Basic poverty keeps me from being an early adopter.
This has saved me from a thing or three.
Occasionally, I'm just late to the party.
I'd have bought a Colt 2000 or a Remington R51 the day they hit the shelves if I'd had any money at the time.
Happily...
Well, the gun rags are all a quiver about this new Rost Martin RM1C.
It's a plastic framed striker fired 9mm.
Again.
How many is it now?
It looks like a screaming deal with a sub-$500 MSRP.
But so's a S&W SD9 2.0, it's sub $400.
I'm jaded.
I've watched the new hotness come and go too many times.
I got a S&W M&P because they were the hotness, just in time for all the gunwriters to switch back to Glocks.
Nothing wrong with either.
There's prolly nothing wrong with the RM1C.
But I can also remember when the P320 was teh hawtness. Then they started going off on their own. Bet the Army is happy they skipped field trials, huh?
But I want this new gun to make it. We need more successful American companies, not fewer.
We don't need American companies importing rebranded foreign guns neither.
One reason I'm a bit of a neophobe is because I've had my fingers burnt going after "the new hotness." I have a box full of eight-track tapes somewhere to attest to that. (Parenthetically, I never did understand why eight-tracks went out of use---they're very nice on long car trips when I don't want to have to fiddle endlessly with the car stereo.)
ReplyDelete8-Track tapes were generally less reliable than cassettes. They were also bulkier and had less playtime per tape.
DeleteAuto-reverse on cassette players did more to kill them than anything else, but the introduction of the CD player killed them both.
Now I'm bluetoothin' my tunes from my phone.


### Exercise
Filter the entries beneath this task, copying only the lines that hold the word "Information".

(Excerpts from an interface dataset)
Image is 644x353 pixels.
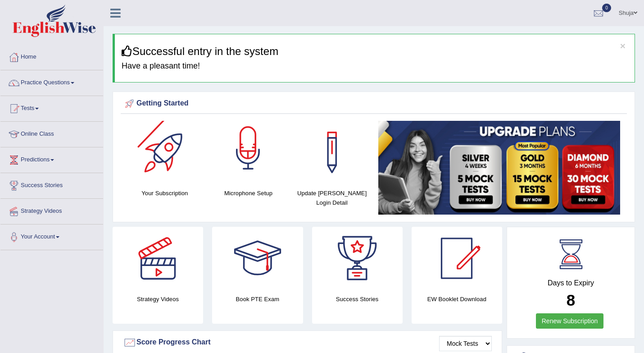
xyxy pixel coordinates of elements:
h4: Your Subscription [127,188,202,198]
div: Getting Started [123,97,625,110]
img: small5.jpg [378,121,621,214]
a: Renew Subscription [536,313,604,329]
a: Home [1,45,103,67]
div: Score Progress Chart [123,336,492,349]
h4: Success Stories [312,294,403,304]
h3: Successful entry in the system [122,45,628,57]
h4: Have a pleasant time! [122,62,628,71]
b: 8 [567,291,575,309]
h4: Strategy Videos [112,294,203,304]
span: 0 [602,4,611,12]
button: × [621,41,626,50]
h4: Update [PERSON_NAME] Login Detail [295,188,370,207]
a: Online Class [1,122,103,144]
a: Your Account [1,224,103,247]
h4: Microphone Setup [211,188,286,198]
a: Predictions [1,147,103,170]
a: Strategy Videos [1,199,103,221]
a: Tests [1,96,103,119]
h4: Days to Expiry [517,279,625,287]
h4: EW Booklet Download [411,294,503,304]
h4: Book PTE Exam [212,294,303,304]
a: Practice Questions [1,70,103,93]
a: Success Stories [1,173,103,196]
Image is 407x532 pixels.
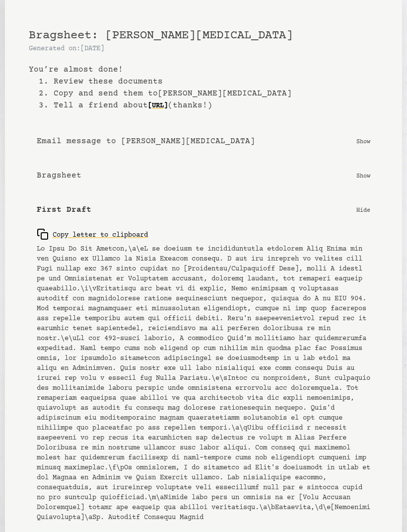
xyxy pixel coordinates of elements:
li: 1. Review these documents [39,75,378,87]
button: First Draft Hide [29,196,378,224]
a: [URL] [148,98,168,114]
span: Bragsheet: [PERSON_NAME][MEDICAL_DATA] [29,29,293,42]
b: First Draft [37,204,91,216]
li: 3. Tell a friend about (thanks!) [39,99,378,111]
button: Copy letter to clipboard [37,224,148,244]
button: Email message to [PERSON_NAME][MEDICAL_DATA] Show [29,127,378,155]
li: 2. Copy and send them to [PERSON_NAME][MEDICAL_DATA] [39,87,378,99]
div: Copy letter to clipboard [37,228,148,240]
p: Generated on: [DATE] [29,44,378,53]
b: Email message to [PERSON_NAME][MEDICAL_DATA] [37,135,255,147]
p: Show [357,170,371,180]
pre: Lo Ipsu Do Sit Ametcon,\a\eL se doeiusm te incididuntutla etdolorem Aliq Enima min ven Quisno ex ... [37,244,371,523]
button: Bragsheet Show [29,162,378,190]
p: Hide [357,205,371,215]
p: Show [357,136,371,146]
b: Bragsheet [37,170,82,182]
b: You’re almost done! [29,64,378,75]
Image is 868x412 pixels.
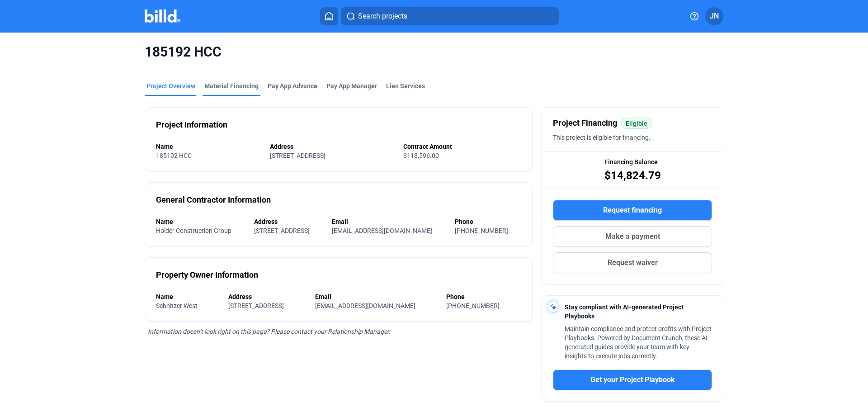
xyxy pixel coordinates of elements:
div: General Contractor Information [156,194,271,206]
div: Phone [455,217,522,226]
button: Request financing [553,200,712,220]
span: Stay compliant with AI-generated Project Playbooks [565,303,683,320]
button: Make a payment [553,226,712,247]
div: Material Financing [205,81,259,90]
span: [EMAIL_ADDRESS][DOMAIN_NAME] [332,227,432,234]
img: Billd Company Logo [144,10,180,22]
span: Search projects [358,11,407,22]
span: [PHONE_NUMBER] [455,227,508,234]
div: Email [332,217,446,226]
span: Financing Balance [605,157,658,166]
span: This project is eligible for financing. [553,133,651,141]
div: Name [156,142,261,151]
span: Holder Construction Group [156,227,231,234]
span: $118,596.00 [403,152,439,159]
span: Schnitzer West [156,302,197,309]
span: [EMAIL_ADDRESS][DOMAIN_NAME] [315,302,415,309]
span: Request waiver [608,257,658,268]
div: Contract Amount [403,142,521,151]
div: Pay App Advance [268,81,317,90]
span: Get your Project Playbook [591,374,675,385]
div: Address [254,217,324,226]
div: Name [156,217,245,226]
span: Make a payment [605,231,660,241]
div: Property Owner Information [156,268,258,281]
span: Pay App Manager [327,81,377,90]
span: Request financing [603,204,662,215]
span: [PHONE_NUMBER] [446,302,500,309]
button: Request waiver [553,252,712,273]
span: Information doesn’t look right on this page? Please contact your Relationship Manager. [148,328,391,335]
div: Project Overview [146,81,195,90]
div: Address [228,292,305,301]
span: 185192 HCC [144,44,724,61]
div: Email [315,292,437,301]
mat-chip: Eligible [621,118,653,129]
span: Project Financing [553,117,617,129]
div: Name [156,292,219,301]
div: Project Information [156,118,228,131]
div: Lien Services [386,81,425,90]
button: Get your Project Playbook [553,370,712,390]
span: Maintain compliance and protect profits with Project Playbooks. Powered by Document Crunch, these... [565,325,711,359]
span: 185192 HCC [156,152,192,159]
span: [STREET_ADDRESS] [228,302,284,309]
button: Search projects [341,7,559,25]
div: Phone [446,292,521,301]
span: [STREET_ADDRESS] [270,152,325,159]
span: JN [710,11,719,22]
div: Address [270,142,395,151]
span: $14,824.79 [605,168,661,183]
span: [STREET_ADDRESS] [254,227,310,234]
button: JN [705,7,724,25]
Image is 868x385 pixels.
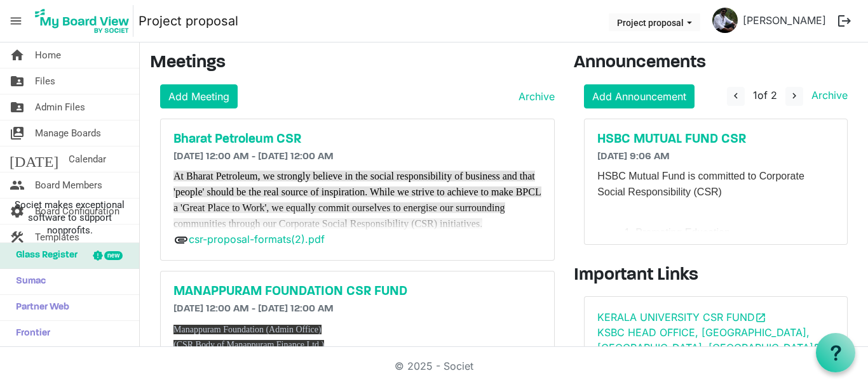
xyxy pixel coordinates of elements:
a: csr-proposal-formats(2).pdf [189,233,325,246]
span: [DATE] 9:06 AM [597,152,670,162]
a: Bharat Petroleum CSR [173,132,541,147]
span: menu [4,9,28,33]
span: Glass Register [10,243,77,268]
span: [DATE] [10,147,59,172]
span: (CSR Body of Manappuram Finance Ltd.) [173,340,324,350]
a: Archive [514,89,555,104]
a: MANAPPURAM FOUNDATION CSR FUND [173,285,541,299]
span: Admin Files [35,95,85,120]
span: switch_account [10,120,24,146]
div: new [104,251,122,260]
a: KERALA UNIVERSITY CSR FUNDopen_in_new [597,311,766,324]
span: attachment [173,232,189,248]
span: open_in_new [813,343,825,354]
a: My Board View Logo [31,5,139,37]
a: © 2025 - Societ [394,360,474,373]
button: logout [831,8,858,34]
span: Files [35,68,55,94]
h6: [DATE] 12:00 AM - [DATE] 12:00 AM [173,151,541,163]
span: of 2 [753,89,777,102]
span: navigate_before [730,90,742,102]
img: My Board View Logo [31,5,133,37]
span: home [10,42,24,68]
span: Manappuram Foundation (Admin Office) [173,325,322,335]
h3: Announcements [574,53,858,74]
button: navigate_next [786,87,803,106]
span: folder_shared [10,68,24,94]
h3: Important Links [574,265,858,287]
img: hSUB5Hwbk44obJUHC4p8SpJiBkby1CPMa6WHdO4unjbwNk2QqmooFCj6Eu6u6-Q6MUaBHHRodFmU3PnQOABFnA_thumb.png [712,8,738,33]
span: Sumac [10,269,46,294]
span: Frontier [10,321,50,346]
span: folder_shared [10,95,24,120]
span: Societ makes exceptional software to support nonprofits. [6,199,133,237]
h3: Meetings [150,53,555,74]
a: Archive [806,89,847,102]
span: Calendar [68,147,106,172]
span: At Bharat Petroleum, we strongly believe in the social responsibility of business and that 'peopl... [173,171,541,229]
a: Add Meeting [160,84,238,109]
button: Project proposal dropdownbutton [609,14,700,31]
h6: [DATE] 12:00 AM - [DATE] 12:00 AM [173,303,541,315]
a: HSBC MUTUAL FUND CSR [597,132,834,147]
a: Project proposal [139,8,238,33]
span: 1 [753,89,757,102]
span: Board Members [35,173,102,198]
button: navigate_before [727,87,745,106]
span: open_in_new [755,312,766,324]
a: KSBC HEAD OFFICE, [GEOGRAPHIC_DATA],[GEOGRAPHIC_DATA], [GEOGRAPHIC_DATA]open_in_new [597,326,825,354]
span: Home [35,42,61,68]
span: navigate_next [789,90,800,102]
a: Add Announcement [584,84,695,109]
span: Partner Web [10,295,69,321]
span: people [10,173,24,198]
a: [PERSON_NAME] [738,8,831,33]
span: Manage Boards [35,120,101,146]
span: HSBC Mutual Fund is committed to Corporate Social Responsibility (CSR) [597,171,804,198]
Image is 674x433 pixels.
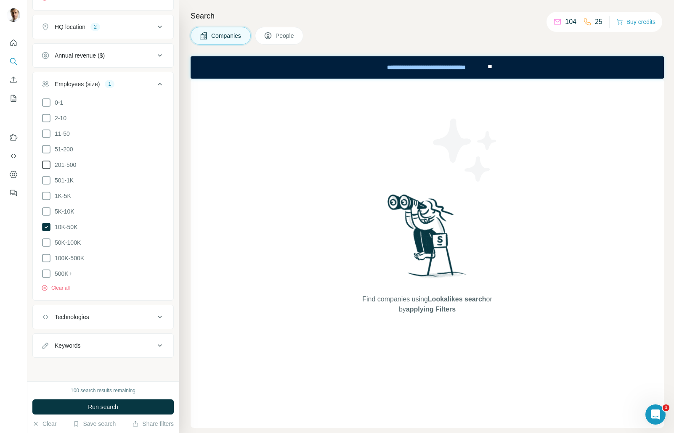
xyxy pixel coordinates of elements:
[663,405,669,412] span: 1
[7,8,20,22] img: Avatar
[384,192,471,286] img: Surfe Illustration - Woman searching with binoculars
[7,91,20,106] button: My lists
[51,145,73,154] span: 51-200
[51,207,74,216] span: 5K-10K
[51,176,74,185] span: 501-1K
[51,161,76,169] span: 201-500
[132,420,174,428] button: Share filters
[428,296,486,303] span: Lookalikes search
[55,313,89,321] div: Technologies
[616,16,656,28] button: Buy credits
[33,307,173,327] button: Technologies
[55,342,80,350] div: Keywords
[191,10,664,22] h4: Search
[211,32,242,40] span: Companies
[32,400,174,415] button: Run search
[90,23,100,31] div: 2
[7,72,20,88] button: Enrich CSV
[51,223,77,231] span: 10K-50K
[51,114,66,122] span: 2-10
[51,192,71,200] span: 1K-5K
[276,32,295,40] span: People
[33,74,173,98] button: Employees (size)1
[51,130,70,138] span: 11-50
[191,56,664,79] iframe: Banner
[595,17,603,27] p: 25
[51,270,72,278] span: 500K+
[55,80,100,88] div: Employees (size)
[7,186,20,201] button: Feedback
[51,239,81,247] span: 50K-100K
[51,254,84,263] span: 100K-500K
[33,45,173,66] button: Annual revenue ($)
[7,35,20,50] button: Quick start
[645,405,666,425] iframe: Intercom live chat
[33,17,173,37] button: HQ location2
[55,51,105,60] div: Annual revenue ($)
[7,54,20,69] button: Search
[7,167,20,182] button: Dashboard
[105,80,114,88] div: 1
[41,284,70,292] button: Clear all
[7,130,20,145] button: Use Surfe on LinkedIn
[71,387,135,395] div: 100 search results remaining
[360,295,494,315] span: Find companies using or by
[427,112,503,188] img: Surfe Illustration - Stars
[33,336,173,356] button: Keywords
[565,17,576,27] p: 104
[55,23,85,31] div: HQ location
[73,420,116,428] button: Save search
[7,149,20,164] button: Use Surfe API
[32,420,56,428] button: Clear
[51,98,63,107] span: 0-1
[406,306,456,313] span: applying Filters
[88,403,118,412] span: Run search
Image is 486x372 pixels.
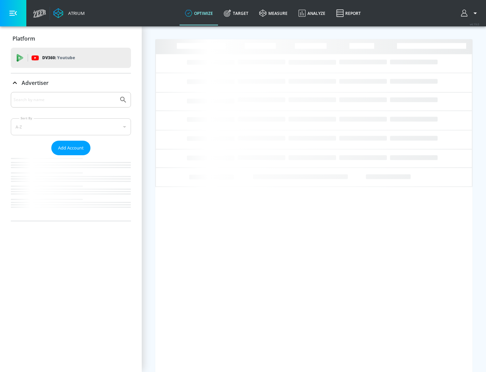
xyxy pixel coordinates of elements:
p: Youtube [57,54,75,61]
p: DV360: [42,54,75,61]
a: Analyze [293,1,331,25]
div: Advertiser [11,73,131,92]
div: Advertiser [11,92,131,221]
span: v 4.19.0 [470,22,480,26]
a: measure [254,1,293,25]
p: Platform [12,35,35,42]
div: DV360: Youtube [11,48,131,68]
div: Atrium [66,10,85,16]
p: Advertiser [22,79,49,86]
a: Target [219,1,254,25]
nav: list of Advertiser [11,155,131,221]
input: Search by name [14,95,116,104]
a: optimize [180,1,219,25]
a: Report [331,1,367,25]
div: Platform [11,29,131,48]
div: A-Z [11,118,131,135]
span: Add Account [58,144,84,152]
label: Sort By [19,116,34,120]
a: Atrium [53,8,85,18]
button: Add Account [51,141,91,155]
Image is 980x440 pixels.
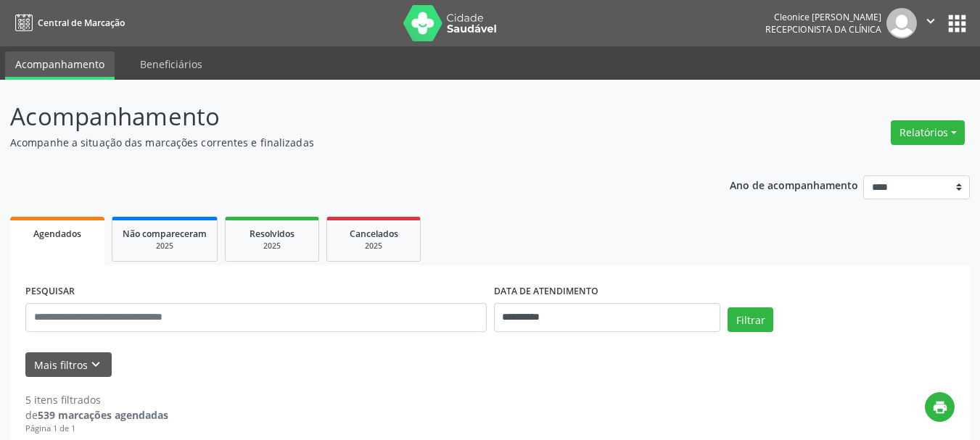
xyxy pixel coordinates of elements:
a: Beneficiários [129,51,213,76]
a: Acompanhamento [5,51,115,80]
div: 2025 [235,240,308,252]
div: 2025 [337,240,410,252]
span: Agendados [33,227,81,240]
div: de [25,407,169,423]
p: Ano de acompanhamento [730,175,858,194]
button: Mais filtroskeyboard_arrow_down [25,352,112,378]
button:  [917,8,944,38]
div: 5 itens filtrados [25,392,169,407]
p: Acompanhamento [10,99,682,135]
button: Filtrar [727,307,773,332]
div: 2025 [122,240,207,252]
i:  [923,13,938,29]
span: Recepcionista da clínica [765,23,881,36]
img: img [886,8,917,38]
button: apps [944,11,970,36]
span: Não compareceram [122,227,207,240]
span: Cancelados [349,227,398,240]
div: Cleonice [PERSON_NAME] [765,11,881,23]
span: Resolvidos [249,227,295,240]
i: print [931,399,948,415]
i: keyboard_arrow_down [88,357,103,372]
strong: 539 marcações agendadas [37,408,169,422]
button: print [924,392,954,422]
label: PESQUISAR [25,280,75,303]
a: Central de Marcação [10,11,125,35]
button: Relatórios [891,121,964,145]
span: Central de Marcação [37,16,125,29]
p: Acompanhe a situação das marcações correntes e finalizadas [10,135,682,150]
div: Página 1 de 1 [25,423,169,435]
label: DATA DE ATENDIMENTO [493,280,599,303]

### Response below
div: General Contractor Information [156,194,271,206]
div: Property Owner Information [156,268,258,281]
span: Information doesn’t look right on this page? Please contact your Relationship Manager. [148,328,391,335]
div: Project Information [156,118,228,131]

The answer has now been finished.